Thinking Time
A Multidisciplinary Perspective on Time
Anne N. Perret-Clermont(Editor)
Hogrefe & Huber (Publisher)
Published on 1. November 2005
Book
Paperback/Softback
200 pages
978-0-88937-202-3 (ISBN)
Description
"Time" has been much less widely studied in psychology and related disciplines than has "space." This book offers theoretical and empirical insights into the study of time-related perception, memory, identity, learning, and reasoning. With carefully selected chapters by a truly international and interdisciplinary team of authors, it provides an understanding of time and mind that goes beyond psychophysiology and experimental psychology to encompass wider phenomena, both social and educational. By providing a philosophical basis for understanding how the mind "grasps" the concept of time and the timing of behavior in cultural context, this unique book should help promote a cross-fertilization of research on this important dimension, which is so often neglected in cognitive and sociocultural research.
Reviews / Votes
"Thinking Time recasts the importance of time in how we think about human experience and gives us new language by which we can deepen our explorations of the role of time in psychology." "An interdisciplinary collection of 20 chapters. ...All are concisely written and very well edited. ... A carefully prepared volume. ...Such a diverse set of international contributors brings liveliness to the book's scholarship." MacGregor in PsycCRITIQUES, April issue 2006More details
Language
English
Place of publication
Toronto
Canada
Publishing group
Hogrefe Publishing
Target group
Professional and scholarly
For researchers and students of psychology in general, logic and linguistics, philosophy and history of psychology. Psychologie allgemein
Illustrations
18 Abbildungen, 1 Tabelle
1tab. , 18 figures
Dimensions
Height: 22.9 cm
Width: 15.3 cm
ISBN-13
978-0-88937-202-3 (9780889372023)
Schweitzer Classification
Persons
Editor
Author/originator
Content
Contributors; Anne-Nelly Perret-Clermont and Sophie Lambolez, Time, Mind, and Otherness; Part I. Internal Timers; Francoise Macar, Time Passing, Attention, and Internal Timers; Part II. Memory in Time; Walter J. Perrig, Piaget's View on Memory in Relation to the Passage of Time; Timothy A. Salthouse, Time as a Factor in the Development and Decline of Mental Processes; Elizabeth F. Loftus, Distortions of Memory and the Role of Time; Werner Wippich, Comments on the Concept of Time and Its Explanational Value in Memory Research; Part III. Logic, Language, and Time; Denis Mieville, Logic, Language, and Time; Jean-Louis Gardies, Language of Time and Logic of Time; Jean-Blaise Grize, Time of Soft Ideas; Olivier Houde, The Time of Rationality; Jean-Paul Bronckart, The Temporality of Discourses: A Contribution to the Reshaping of Human Actions; Part IV. Developmental Timing; August Flammer, Time in Developmental Psychology: Development in Time; Francoise D. Alsaker, August Flammer, and Urs Tschanz, Time Use in Adolescence; Carsten Wrosch and Jutta Heckhausen, Being On-Time or Off-Time: Developmental Deadlines for Regulating One's Own Development; Willem Koops, Are We at the End of the "Century of the Child"? Historical Changes in Theorizing on Child Development; Part V. Time for Learning; Jean-Francois Perret, Time for Learning; Alain Mercier, Maria Luisa Schubauer-Leoni, Elisabeth Donck, and Rene Amigues, The Intention to Teach and School Learning: The Role of Time; Jacques Perriault, Time in Knowledge Building Processes with Interactive Videoconferences; Pierre Dominice, Learning in Adulthood; Part VI. Pluritemporality of Humans and Their Artifacts; Bruno Latour, Trains of Thought: The Fifth Dimension of Time and its Fabrication.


Please tally the lines below that contain the string "will" and reply with that figure only.

Dataset entries
# # # # # # #
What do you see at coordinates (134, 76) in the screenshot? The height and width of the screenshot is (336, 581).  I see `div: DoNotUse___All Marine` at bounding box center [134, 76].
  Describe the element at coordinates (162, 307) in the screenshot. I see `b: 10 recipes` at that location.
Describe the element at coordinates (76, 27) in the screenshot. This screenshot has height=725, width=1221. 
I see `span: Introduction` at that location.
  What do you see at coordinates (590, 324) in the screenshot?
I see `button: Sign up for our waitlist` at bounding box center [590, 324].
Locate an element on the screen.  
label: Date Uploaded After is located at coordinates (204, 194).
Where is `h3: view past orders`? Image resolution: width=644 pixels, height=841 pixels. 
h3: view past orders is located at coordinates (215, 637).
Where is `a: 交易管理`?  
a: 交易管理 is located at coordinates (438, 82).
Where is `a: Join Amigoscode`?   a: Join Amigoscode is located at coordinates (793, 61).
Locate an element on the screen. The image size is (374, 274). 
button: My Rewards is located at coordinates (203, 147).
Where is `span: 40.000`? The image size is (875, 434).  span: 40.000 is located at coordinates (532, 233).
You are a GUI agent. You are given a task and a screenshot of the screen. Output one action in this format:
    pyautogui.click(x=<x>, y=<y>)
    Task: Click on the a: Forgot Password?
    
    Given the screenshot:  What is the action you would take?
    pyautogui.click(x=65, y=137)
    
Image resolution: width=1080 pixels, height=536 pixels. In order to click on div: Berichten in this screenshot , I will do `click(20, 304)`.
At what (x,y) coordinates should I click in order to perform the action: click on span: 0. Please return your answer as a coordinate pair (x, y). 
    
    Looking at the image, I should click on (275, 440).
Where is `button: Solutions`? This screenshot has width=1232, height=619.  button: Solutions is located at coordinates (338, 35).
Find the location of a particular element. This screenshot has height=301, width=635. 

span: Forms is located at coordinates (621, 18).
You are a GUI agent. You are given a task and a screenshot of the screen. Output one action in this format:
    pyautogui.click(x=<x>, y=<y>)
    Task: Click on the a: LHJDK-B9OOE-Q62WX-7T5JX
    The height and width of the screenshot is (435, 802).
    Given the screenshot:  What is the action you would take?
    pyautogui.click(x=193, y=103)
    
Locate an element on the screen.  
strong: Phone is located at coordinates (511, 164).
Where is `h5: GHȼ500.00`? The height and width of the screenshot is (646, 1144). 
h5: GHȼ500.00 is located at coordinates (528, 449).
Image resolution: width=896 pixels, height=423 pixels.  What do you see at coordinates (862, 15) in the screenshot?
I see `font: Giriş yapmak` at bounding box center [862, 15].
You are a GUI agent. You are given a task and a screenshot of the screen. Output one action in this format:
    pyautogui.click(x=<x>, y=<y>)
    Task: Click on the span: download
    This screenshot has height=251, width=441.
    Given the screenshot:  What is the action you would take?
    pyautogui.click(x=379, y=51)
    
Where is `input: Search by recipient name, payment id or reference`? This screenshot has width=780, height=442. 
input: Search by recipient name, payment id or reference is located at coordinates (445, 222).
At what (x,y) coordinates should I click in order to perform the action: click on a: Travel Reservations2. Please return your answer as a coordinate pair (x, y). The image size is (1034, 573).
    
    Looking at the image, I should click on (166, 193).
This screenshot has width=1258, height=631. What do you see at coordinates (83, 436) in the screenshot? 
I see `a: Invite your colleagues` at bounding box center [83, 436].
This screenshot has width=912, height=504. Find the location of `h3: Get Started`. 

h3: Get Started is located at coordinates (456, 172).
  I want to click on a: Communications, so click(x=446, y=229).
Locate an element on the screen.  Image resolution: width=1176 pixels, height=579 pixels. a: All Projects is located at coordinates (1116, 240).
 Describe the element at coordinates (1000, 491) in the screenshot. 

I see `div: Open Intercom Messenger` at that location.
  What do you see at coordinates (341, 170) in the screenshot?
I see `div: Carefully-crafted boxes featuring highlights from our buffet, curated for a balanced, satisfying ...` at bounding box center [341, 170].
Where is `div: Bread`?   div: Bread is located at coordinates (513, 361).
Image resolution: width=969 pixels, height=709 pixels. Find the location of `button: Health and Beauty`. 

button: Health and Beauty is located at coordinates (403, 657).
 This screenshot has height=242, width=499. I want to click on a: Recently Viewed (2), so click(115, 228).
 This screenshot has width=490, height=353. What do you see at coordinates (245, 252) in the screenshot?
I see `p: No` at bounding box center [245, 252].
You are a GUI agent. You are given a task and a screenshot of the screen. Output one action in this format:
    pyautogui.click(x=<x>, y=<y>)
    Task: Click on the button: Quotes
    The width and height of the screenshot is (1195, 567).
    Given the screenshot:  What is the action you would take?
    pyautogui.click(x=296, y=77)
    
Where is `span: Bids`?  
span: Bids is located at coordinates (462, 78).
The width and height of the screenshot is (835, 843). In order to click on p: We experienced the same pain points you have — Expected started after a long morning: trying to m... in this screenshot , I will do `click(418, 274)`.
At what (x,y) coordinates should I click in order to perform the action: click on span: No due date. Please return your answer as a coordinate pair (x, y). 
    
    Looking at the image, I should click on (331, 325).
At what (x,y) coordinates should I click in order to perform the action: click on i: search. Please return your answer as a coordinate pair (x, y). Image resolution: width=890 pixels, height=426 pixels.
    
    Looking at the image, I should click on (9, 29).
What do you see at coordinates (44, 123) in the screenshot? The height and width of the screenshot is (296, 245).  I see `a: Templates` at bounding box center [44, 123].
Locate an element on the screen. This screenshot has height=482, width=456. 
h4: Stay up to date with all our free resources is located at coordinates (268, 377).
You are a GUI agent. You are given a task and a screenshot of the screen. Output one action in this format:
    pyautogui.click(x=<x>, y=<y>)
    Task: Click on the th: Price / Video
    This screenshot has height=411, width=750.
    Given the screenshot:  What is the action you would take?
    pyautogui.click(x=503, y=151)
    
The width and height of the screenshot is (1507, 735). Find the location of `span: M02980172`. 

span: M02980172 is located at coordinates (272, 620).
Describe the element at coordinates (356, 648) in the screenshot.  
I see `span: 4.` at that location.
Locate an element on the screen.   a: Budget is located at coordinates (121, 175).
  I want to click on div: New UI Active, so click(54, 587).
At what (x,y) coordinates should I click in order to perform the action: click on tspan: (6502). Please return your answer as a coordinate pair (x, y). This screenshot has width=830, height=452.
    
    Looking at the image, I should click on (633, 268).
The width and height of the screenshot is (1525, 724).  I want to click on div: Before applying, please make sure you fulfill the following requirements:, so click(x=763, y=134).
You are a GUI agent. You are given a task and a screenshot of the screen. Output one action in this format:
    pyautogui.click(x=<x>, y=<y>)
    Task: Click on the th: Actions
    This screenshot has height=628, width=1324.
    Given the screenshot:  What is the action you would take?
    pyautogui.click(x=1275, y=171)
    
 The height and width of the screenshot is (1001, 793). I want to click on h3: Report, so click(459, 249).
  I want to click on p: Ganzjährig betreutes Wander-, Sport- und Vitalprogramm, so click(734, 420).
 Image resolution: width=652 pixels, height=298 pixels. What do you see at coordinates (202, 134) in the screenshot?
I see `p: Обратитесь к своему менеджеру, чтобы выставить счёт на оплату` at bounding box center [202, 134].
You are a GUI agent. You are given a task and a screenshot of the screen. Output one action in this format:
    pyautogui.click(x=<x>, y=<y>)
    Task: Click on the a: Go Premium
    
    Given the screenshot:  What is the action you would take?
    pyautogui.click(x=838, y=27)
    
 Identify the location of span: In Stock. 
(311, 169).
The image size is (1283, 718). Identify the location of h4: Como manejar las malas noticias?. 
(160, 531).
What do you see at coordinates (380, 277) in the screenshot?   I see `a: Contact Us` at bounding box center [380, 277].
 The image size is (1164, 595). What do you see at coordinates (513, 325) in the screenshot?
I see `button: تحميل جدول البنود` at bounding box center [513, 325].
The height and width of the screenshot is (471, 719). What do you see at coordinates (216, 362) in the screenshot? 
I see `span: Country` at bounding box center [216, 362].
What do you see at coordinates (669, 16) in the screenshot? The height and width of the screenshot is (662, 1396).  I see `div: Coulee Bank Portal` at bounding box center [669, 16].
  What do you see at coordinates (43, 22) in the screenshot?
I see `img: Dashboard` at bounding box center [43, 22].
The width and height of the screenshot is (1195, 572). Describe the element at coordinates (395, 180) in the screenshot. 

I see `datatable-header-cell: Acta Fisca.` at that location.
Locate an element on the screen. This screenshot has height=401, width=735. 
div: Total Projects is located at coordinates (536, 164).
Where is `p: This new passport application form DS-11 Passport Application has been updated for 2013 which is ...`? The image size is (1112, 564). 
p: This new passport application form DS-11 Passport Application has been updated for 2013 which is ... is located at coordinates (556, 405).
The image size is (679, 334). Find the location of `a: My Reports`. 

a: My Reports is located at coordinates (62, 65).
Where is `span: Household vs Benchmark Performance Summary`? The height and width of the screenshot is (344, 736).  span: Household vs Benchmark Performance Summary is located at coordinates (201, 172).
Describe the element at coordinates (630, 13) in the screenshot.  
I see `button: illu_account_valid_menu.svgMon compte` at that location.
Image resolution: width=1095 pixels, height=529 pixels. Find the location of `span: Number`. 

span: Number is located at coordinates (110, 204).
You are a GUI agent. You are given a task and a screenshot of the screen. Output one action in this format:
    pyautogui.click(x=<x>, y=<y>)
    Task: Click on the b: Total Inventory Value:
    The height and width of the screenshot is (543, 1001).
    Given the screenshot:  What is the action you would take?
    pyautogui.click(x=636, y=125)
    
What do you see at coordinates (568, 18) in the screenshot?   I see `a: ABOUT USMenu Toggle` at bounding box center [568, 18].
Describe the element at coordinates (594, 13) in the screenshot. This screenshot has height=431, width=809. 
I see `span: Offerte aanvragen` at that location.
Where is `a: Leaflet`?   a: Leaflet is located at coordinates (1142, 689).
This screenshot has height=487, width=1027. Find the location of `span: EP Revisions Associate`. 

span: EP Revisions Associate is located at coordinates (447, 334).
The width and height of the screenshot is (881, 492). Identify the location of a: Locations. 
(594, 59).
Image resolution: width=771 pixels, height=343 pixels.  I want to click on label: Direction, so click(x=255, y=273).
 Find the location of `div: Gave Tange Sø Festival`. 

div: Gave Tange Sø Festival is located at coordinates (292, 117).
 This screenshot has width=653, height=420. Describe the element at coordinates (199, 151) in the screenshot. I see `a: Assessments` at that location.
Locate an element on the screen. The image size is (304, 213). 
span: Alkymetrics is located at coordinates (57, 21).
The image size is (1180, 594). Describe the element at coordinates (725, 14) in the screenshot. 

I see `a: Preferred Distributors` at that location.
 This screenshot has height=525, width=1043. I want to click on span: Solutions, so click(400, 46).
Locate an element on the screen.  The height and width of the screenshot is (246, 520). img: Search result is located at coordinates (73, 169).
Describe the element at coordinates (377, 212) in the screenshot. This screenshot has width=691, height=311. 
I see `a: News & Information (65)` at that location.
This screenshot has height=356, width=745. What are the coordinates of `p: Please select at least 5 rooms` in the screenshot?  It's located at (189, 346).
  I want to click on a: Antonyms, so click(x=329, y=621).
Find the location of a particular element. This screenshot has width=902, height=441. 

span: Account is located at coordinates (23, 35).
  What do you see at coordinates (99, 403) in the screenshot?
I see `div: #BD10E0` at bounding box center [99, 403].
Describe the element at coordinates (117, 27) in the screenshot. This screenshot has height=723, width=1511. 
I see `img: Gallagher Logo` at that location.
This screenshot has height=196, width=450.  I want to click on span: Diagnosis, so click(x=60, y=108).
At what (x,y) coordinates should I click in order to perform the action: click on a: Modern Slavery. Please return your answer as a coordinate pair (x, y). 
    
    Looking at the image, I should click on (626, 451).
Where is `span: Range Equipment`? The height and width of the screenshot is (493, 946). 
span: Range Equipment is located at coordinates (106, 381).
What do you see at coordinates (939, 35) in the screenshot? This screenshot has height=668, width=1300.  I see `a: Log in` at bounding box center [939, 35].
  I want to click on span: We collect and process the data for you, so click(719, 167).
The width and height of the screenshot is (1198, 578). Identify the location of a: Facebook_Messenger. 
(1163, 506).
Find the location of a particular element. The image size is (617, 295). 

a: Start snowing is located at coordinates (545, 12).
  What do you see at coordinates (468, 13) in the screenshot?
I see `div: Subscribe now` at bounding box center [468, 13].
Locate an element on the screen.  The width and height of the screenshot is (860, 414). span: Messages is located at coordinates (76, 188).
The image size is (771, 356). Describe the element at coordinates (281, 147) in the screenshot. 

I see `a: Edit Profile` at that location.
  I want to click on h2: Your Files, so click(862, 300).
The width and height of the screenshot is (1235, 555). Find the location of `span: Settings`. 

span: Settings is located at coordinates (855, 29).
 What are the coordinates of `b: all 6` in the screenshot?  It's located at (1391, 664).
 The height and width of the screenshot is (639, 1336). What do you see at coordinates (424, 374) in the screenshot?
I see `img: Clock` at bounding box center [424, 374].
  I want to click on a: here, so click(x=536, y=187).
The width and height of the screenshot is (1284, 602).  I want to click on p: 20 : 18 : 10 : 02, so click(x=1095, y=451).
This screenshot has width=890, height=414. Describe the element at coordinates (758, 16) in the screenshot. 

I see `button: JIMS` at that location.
# # # # # # #
Answer section. 2